My family's been preparing for this for a long time.
I've never lived in a time when new shoes weren't a really, really big deal, or a trip to the doctor's, or medication, or buying a book for anything more for a dollar. I remember being the only kid I saw in elementary school with big holes in all of my t-shirts. On trips we'd eat almost nothing but beans from a can, raisin bran, apples, bananas, and peanut butter sandwiches. For weeks. Well, that and whatever wild berries we could find to eat. If we can't find a camping site, we often just pull up somewhere in our car, fall asleep, and hope the cops don't find us. When I was a little kid and my mom thought I might have lice, she washed my hair with vinegar. We use almost no cleaning products...
The furniture in my room right now is almost all stuff my parents have been saving since I was 5 years old, so that I'd have a little something when I went to college. I don't own towels... just some little washcloths. My mother has passed down the secret of repairing zippers missing teeth, a piece of "women's lore" from the Great Depression.
Recently, my father said he felt rich because he owned enough blankets that he wouldn't have to feel cold at night, and socks that didn't have holes. He can still tell the time by the sun due to all the years he spent doing manual labor for the park service. Used to be within five minutes. He's still got a tan heavy enough that folks think he's Arab.
My grandfather, the mathematician, was so poor that he grew up eating dock (a kind of plant) out of the ditches. Friends of my mother's received nothing but a single pair of pants; that was their Christmas gift, because nothing else was affordable.
I want my family to be able to experience something other than this. I'm scared we're going to go back to what we used to have, before all this.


Work instructions
Look through the material below and copy every line containing the word "bold".

Material to process
****************

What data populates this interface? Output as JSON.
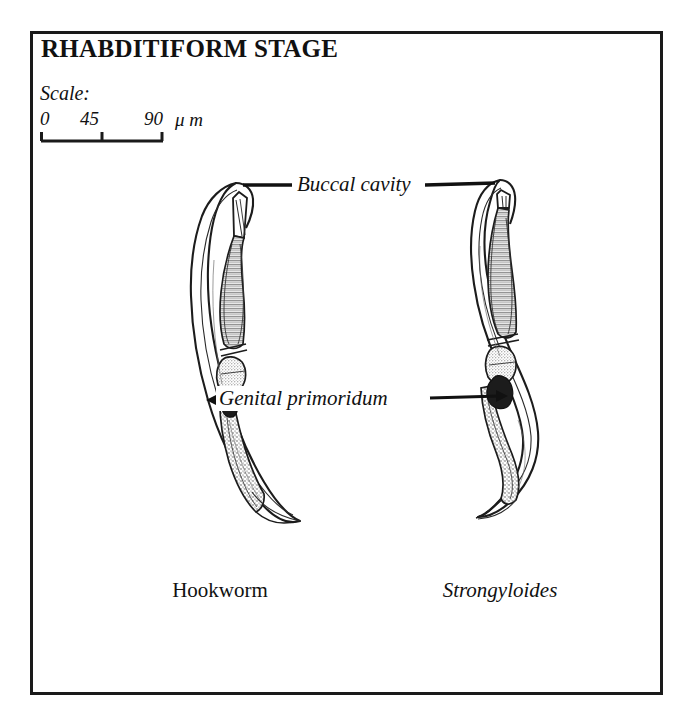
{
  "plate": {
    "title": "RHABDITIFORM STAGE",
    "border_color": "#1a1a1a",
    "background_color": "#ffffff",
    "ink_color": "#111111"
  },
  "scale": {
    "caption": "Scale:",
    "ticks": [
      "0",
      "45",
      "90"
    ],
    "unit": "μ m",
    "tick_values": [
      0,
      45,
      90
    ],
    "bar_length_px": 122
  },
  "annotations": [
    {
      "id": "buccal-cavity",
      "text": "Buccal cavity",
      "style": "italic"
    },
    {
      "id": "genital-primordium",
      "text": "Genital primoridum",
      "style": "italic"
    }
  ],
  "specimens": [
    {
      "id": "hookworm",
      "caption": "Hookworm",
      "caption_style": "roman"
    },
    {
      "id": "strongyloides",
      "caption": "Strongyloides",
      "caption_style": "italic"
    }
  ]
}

****************

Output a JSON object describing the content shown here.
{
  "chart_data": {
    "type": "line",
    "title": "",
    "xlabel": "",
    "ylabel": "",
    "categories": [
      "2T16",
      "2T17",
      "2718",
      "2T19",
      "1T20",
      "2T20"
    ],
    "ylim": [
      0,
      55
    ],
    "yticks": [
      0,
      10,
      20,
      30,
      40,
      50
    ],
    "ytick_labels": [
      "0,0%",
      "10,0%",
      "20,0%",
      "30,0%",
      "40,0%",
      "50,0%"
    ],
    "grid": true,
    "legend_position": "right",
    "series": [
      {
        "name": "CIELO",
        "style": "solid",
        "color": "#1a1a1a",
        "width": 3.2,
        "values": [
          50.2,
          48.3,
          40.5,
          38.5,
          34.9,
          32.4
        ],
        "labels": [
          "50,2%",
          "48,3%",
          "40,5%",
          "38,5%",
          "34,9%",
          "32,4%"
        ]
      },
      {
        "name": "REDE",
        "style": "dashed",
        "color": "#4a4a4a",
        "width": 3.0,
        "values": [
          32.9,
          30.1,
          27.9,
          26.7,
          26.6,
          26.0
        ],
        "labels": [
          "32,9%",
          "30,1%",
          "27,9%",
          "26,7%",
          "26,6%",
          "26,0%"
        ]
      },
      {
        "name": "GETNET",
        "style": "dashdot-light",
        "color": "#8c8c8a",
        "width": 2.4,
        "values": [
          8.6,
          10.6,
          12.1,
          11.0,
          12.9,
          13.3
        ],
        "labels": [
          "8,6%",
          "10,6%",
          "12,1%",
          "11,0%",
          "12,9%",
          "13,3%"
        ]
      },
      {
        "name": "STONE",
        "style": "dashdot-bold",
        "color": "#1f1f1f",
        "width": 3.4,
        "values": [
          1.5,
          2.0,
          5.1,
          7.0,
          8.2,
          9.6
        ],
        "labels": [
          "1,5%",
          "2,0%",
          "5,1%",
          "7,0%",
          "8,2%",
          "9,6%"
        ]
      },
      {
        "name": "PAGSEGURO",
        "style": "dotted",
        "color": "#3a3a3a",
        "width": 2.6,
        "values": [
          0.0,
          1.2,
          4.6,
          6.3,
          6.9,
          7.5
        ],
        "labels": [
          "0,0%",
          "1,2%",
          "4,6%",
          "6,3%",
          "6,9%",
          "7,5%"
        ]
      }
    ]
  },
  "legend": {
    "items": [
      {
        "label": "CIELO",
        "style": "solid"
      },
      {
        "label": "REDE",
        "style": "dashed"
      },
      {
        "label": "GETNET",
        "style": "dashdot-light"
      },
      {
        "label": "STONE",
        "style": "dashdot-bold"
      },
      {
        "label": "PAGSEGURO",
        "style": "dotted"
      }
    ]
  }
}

****************

Exercise result
        "style": "dashdot-bold",
        "style": "dashdot-bold"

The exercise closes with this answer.